Metamorphic (Early Access) is using Elixir

@shad Before the question: you worked with Sea Shepard? I think that’s so awesome. I just watched the documentary not too long ago on the founder. So many questions but so impressed you went out and did it.

Great question. It’s probably not clear because I haven’t yet put a section up explaining how it all works. So sorry about that and I’ve add that to my to do list. It’s just me making it all and my little one isn’t yet in daycare, so I work in nap breaks and after bed time if I’m not too exhausted (translation: takes me a longer than I’d like to check things off my list).

To answer: currently your data like images (for memories, avatars, other features) are hosted with Amazon S3.

I wasn’t stoked about this as there could well be a future where I’m paying them a significant amount of money, but it currently was within my ability to get it up and working.

I’ve looked at decentralized options like Storj, and I’m considering transition to Storj in the future (it has an S3 adapter — part of my reason for S3 was that I can more easily move services). When you sign in to your session and pull your images down from S3, they’re stored temporarily in ETS until you log out, then they’re cleared (currently that’s how the temp ETS is working).

Other non-object data like name, email, stripe_id, pseudonym, etc is stored with our hosting provider which is currently Render.

Oh! Just remembered: also when you delete your data, like a memory let’s say, the encrypted blob is also deleted from S3.

On Amazon
Now, S3 claims that they don’t do anything with the data in your buckets. I’ve read their policies a couple times and it actually sounds like that’s the case (I choose to not actually trust them—so what’s hosted is the asymmetrically encrypted object blob—even the file name, just not the extension—cause that made it much harder for how i then decrypt and show you the image temporarily in the browser without storing anything other than the decrypted binary temporarily on ets).

However, I do presume that their AI systems are involved in similar practices to scan public (and possibly private) images to train and build up their image recognition training sets. I presume this because that’s standard industry practice for the economic model.

So that’s when I realized I had to asymmetrically encrypt (with your password-derived key) because I didn’t want to “trust” that they wouldn’t do that with peoples data.

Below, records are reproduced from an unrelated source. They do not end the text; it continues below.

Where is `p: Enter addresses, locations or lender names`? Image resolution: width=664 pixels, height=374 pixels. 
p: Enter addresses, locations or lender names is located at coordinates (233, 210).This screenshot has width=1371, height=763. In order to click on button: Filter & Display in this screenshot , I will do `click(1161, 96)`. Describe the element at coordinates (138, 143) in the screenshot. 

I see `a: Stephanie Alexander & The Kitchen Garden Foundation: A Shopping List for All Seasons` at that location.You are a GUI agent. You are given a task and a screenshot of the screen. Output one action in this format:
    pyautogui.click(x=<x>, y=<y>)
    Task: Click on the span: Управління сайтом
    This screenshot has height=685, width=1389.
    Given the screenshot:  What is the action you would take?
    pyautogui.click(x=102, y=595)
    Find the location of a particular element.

This also allows me to keep the buckets public but restricted with their CORS policy etc—which allows the frequent and hard to predict pulling of images for people (although as I write I realize I think I can update this now again to be private with presigned urls because the binary now gets stored in ets)—because the data is totally encrypted with the NaCl/libsodium libraries that the authors suggest not even the NSA can break (again all i can do is use my judgement and then decide to trust or not—I decided to trust them because they made a note on how NIST recommends algorithms and bit sizes that are strong for everyone but the NSA, hence 256 over 512 for SHA, which was my hunch, so that helped me feel like the library had similar hunches and I could count on it—it’s also recommended by the Practical Security book on prag prog). But you can forever go down the rabbit hole on wondering.

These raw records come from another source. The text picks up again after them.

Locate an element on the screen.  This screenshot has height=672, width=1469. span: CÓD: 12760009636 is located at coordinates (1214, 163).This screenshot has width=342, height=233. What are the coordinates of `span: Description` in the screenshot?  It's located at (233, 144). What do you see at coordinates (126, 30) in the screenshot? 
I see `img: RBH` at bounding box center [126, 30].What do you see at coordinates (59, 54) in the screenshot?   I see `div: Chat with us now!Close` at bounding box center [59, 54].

I encourage anyone to test and see if they can pull down any encrypted blobs from Metamorphics buckets (staging or otherwise and verify that the encrypted data is useless). Ive searched for them on grayhatwarfare but they don’t show up (although I don’t have a premium account so that may be why). They are currently named like: metamorphic-memories, metamorphic-avatars, and (I think) staging-metamorphic-memories (on my phone) etc.

On Render
The founder of Render comes from Stripe. And I felt Stripe is probably the most trustworthy with your data in the payments space. That inclined me to believe that @anuragg would bring similar if not better data and privacy practices. Again, I just have to trust at this point.

They also have temporary logging by default of only 7 days, which made me, again, feel that they had a similar respect for operational functionality and people’s data. And they encrypt their databases, use tls 1.3/1.2, I believe, when it’s supported.

However, I take a similar step as with Amazon and asymmetrically encrypt that data too before it hits the database with them (then I use amazon’s own symmetric encryption to encrypt that blob at rest).

Additionally with Render, the asymmetric encrypted data is then symmetrically encrypted by me with the Cloak/cloak_ecto library and I don’t store any logs outside of Render’s temp 7 day logs. Also, the logs are the base server error/warning logs.

Symmetric not asymmetric
Things not asymmetrically encrypted include the stripe_id. I added a section to the privacy policy on how a government may be able to get metadata by court ordering stripe and metamorphic’s databases (https://metamorphic.com/privacy), but it’s pretty trivial. Metamorphic is about protecting you and your data from surveillance capitalism and those AI systems, rather than making you 100% invisible/anonymous. It’s probably possible to do on Metamorphic but I don’t offer any guidance for that cause it’s next to impossible in the digital space.

Not encrypted
Things not encrypted explicitly by me but by my hosting provider only, are things like Boolean data that indicates really nothing sensitive or personal at all.

Okay this is probably straying off topic, sorry!